We'll help you become a community blogger
The Internet is rapidly dissolving the walls between newsrooms and our living rooms.
At The Morning Journal, we want to improve upon our traditional print and online news coverage by helping community members to become community journalists, that is, bloggers.
We will help these individuals to create their own blogs on subjects they care about deeply and can write about regularly. By doing so, we can widen the world of information for everyone here far beyond what fits on a printed page; far beyond what any traditional newspaper staff could manage to cover.
Community blogs could be about all kinds of things: Neighborhood news from South Lorain or South Amherst, for example. Or sandlot baseball, or quality of life issues in any community. Perhaps Elyria politics is your passion. Or you are bursting with ideas to give Lorain an extreme makeover. Clubs, organizations, churches, schools, hobbies ... the field is wide open.
The community blog you write would be based online at www.MorningJournal.com. It would be your blog, not The Morning Journal's. We just provide a platform for your words and set some standards.
This is community news, not commercials, so no promoting one's business, please. Blogs that espouse the bogger's opinions will be labeled as opinion, in contrast to blogs that report news about a town, group or school.
You'll need your own computer, and you will blog from home; but for starters we'll teach you the fundamentals of reporting right here in our newsroom's Community Media Lab.
You will talk with, learn from, and no doubt teach a thing or two, to the reporters and editors you will meet on our staff.
Together, we'll shape the future of local news.

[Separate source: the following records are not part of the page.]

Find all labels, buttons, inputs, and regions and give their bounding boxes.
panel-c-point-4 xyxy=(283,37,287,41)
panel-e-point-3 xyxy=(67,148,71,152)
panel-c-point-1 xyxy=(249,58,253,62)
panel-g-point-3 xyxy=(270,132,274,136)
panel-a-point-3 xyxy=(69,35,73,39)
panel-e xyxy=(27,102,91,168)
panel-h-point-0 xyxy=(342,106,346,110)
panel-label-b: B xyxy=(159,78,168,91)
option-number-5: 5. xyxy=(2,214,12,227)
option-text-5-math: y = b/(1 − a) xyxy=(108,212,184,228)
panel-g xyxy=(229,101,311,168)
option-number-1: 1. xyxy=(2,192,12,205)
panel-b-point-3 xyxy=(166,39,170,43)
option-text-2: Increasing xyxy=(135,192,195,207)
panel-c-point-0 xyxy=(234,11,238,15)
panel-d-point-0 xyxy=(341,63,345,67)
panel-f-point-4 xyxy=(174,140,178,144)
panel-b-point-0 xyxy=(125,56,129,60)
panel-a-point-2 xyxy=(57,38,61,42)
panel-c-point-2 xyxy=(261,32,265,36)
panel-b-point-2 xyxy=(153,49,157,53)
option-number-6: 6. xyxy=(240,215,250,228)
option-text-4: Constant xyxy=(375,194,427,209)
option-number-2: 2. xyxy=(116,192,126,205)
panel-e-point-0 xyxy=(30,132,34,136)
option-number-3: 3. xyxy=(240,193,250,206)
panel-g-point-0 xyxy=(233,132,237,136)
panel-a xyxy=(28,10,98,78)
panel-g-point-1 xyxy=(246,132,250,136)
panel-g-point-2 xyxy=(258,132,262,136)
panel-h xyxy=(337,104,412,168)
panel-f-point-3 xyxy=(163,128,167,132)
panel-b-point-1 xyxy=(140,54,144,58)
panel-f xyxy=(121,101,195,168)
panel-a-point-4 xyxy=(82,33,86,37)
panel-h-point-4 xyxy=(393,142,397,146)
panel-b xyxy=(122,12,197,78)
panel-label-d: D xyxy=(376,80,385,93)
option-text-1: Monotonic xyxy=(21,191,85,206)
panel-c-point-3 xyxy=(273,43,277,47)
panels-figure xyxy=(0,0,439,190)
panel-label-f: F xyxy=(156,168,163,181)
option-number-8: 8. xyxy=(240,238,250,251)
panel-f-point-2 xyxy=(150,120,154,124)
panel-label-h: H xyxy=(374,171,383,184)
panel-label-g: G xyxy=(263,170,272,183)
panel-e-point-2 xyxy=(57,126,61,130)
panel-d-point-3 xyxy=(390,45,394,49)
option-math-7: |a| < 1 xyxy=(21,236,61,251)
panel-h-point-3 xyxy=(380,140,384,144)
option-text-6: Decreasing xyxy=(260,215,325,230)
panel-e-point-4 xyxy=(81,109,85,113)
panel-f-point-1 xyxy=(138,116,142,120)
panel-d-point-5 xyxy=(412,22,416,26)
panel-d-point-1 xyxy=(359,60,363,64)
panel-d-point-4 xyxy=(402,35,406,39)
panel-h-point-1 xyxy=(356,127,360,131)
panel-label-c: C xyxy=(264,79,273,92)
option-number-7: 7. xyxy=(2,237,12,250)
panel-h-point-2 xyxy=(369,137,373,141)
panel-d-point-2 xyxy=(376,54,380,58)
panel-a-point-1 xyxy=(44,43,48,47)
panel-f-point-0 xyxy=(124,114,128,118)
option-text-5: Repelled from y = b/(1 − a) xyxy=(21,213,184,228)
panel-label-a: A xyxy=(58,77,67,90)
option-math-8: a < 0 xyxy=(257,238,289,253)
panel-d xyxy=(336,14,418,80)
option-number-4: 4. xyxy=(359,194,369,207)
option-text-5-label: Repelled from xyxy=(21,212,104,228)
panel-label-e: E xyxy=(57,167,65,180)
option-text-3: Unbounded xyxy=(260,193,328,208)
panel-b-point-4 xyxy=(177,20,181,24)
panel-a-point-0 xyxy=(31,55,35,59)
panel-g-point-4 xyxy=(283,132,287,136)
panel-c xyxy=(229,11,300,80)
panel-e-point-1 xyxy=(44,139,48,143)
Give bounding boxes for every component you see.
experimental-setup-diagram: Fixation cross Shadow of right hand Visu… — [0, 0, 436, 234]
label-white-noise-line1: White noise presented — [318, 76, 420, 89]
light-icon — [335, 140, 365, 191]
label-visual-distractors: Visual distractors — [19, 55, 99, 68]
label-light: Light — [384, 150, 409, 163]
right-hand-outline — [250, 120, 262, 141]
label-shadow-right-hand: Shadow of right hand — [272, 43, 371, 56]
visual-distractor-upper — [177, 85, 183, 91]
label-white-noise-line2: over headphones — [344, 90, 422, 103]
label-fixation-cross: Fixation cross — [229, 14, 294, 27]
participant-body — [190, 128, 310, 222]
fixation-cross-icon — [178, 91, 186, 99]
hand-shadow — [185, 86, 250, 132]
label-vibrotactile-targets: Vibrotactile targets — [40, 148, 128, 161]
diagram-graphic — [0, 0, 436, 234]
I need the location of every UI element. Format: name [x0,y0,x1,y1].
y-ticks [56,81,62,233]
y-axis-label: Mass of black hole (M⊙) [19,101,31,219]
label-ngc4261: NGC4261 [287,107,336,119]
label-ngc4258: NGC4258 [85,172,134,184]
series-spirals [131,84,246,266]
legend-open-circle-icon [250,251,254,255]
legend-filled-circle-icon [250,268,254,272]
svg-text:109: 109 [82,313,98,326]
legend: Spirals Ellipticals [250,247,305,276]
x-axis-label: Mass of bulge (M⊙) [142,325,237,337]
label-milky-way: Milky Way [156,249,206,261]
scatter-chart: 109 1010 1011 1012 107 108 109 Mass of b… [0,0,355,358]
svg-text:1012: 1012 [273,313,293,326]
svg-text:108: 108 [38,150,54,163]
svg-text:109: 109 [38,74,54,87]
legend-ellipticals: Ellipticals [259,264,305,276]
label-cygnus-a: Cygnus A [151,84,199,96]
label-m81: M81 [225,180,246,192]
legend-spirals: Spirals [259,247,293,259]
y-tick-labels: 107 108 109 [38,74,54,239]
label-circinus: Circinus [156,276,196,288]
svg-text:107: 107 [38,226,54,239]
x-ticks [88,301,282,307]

Want to give it a try? Send me an e-mail at tskoch@morningjournal.com telling me a little about yourself, the topic of your blog and maybe providing a little sample.
Or, if you just have a comment on all of this, click on the "comment" link below and Tell the Editor.
At The Morning Journal, we want to improve upon our traditional print and online news coverage by helping community members to become community journalists, that is, bloggers.
We will help these individuals to create their own blogs on subjects they care about deeply and can write about regularly. By doing so, we can widen the world of information for everyone here far beyond what fits on a printed page; far beyond what any traditional newspaper staff could manage to cover.
Community blogs could be about all kinds of things: Neighborhood news from South Lorain or South Amherst, for example. Or sandlot baseball, or quality of life issues in any community. Perhaps Elyria politics is your passion. Or you are bursting with ideas to give Lorain an extreme makeover. Clubs, organizations, churches, schools, hobbies ... the field is wide open.
The community blog you write would be based online at www.MorningJournal.com. It would be your blog, not The Morning Journal's. We just provide a platform for your words and set some standards.
This is community news, not commercials, so no promoting one's business, please. Blogs that espouse the bogger's opinions will be labeled as opinion, in contrast to blogs that report news about a town, group or school.
You'll need your own computer, and you will blog from home; but for starters we'll teach you the fundamentals of reporting right here in our newsroom's Community Media Lab.
You will talk with, learn from, and no doubt teach a thing or two, to the reporters and editors you will meet on our staff.
Together, we'll shape the future of local news.
Want to give it a try? Send me an e-mail at tskoch@morningjournal.com telling me a little about yourself, the topic of your blog and maybe providing a little sample.
Or, if you just have a comment on all of this, click on the "comment" link below and Tell the Editor.
3 Comments:
Apathy Tom, apathy.
And people wonder what's wrong with Low-rain!
Some people have expressed an interest in e-mails they have sent to me. I have great hope for this experiment. It'd like to see a South Lorainblog or two. Sandlots baseball. Local clubs. School blogs. Hobbies. Endless possibilities. There's no reason to be afraid you'll do it "wrong" because we'll all be inventing this new path for local news. That's why we have acommunity media "lab" so we can all experiment in new ways to fill local news and information needs.
Pardon my typos above. Typed on a cell phone.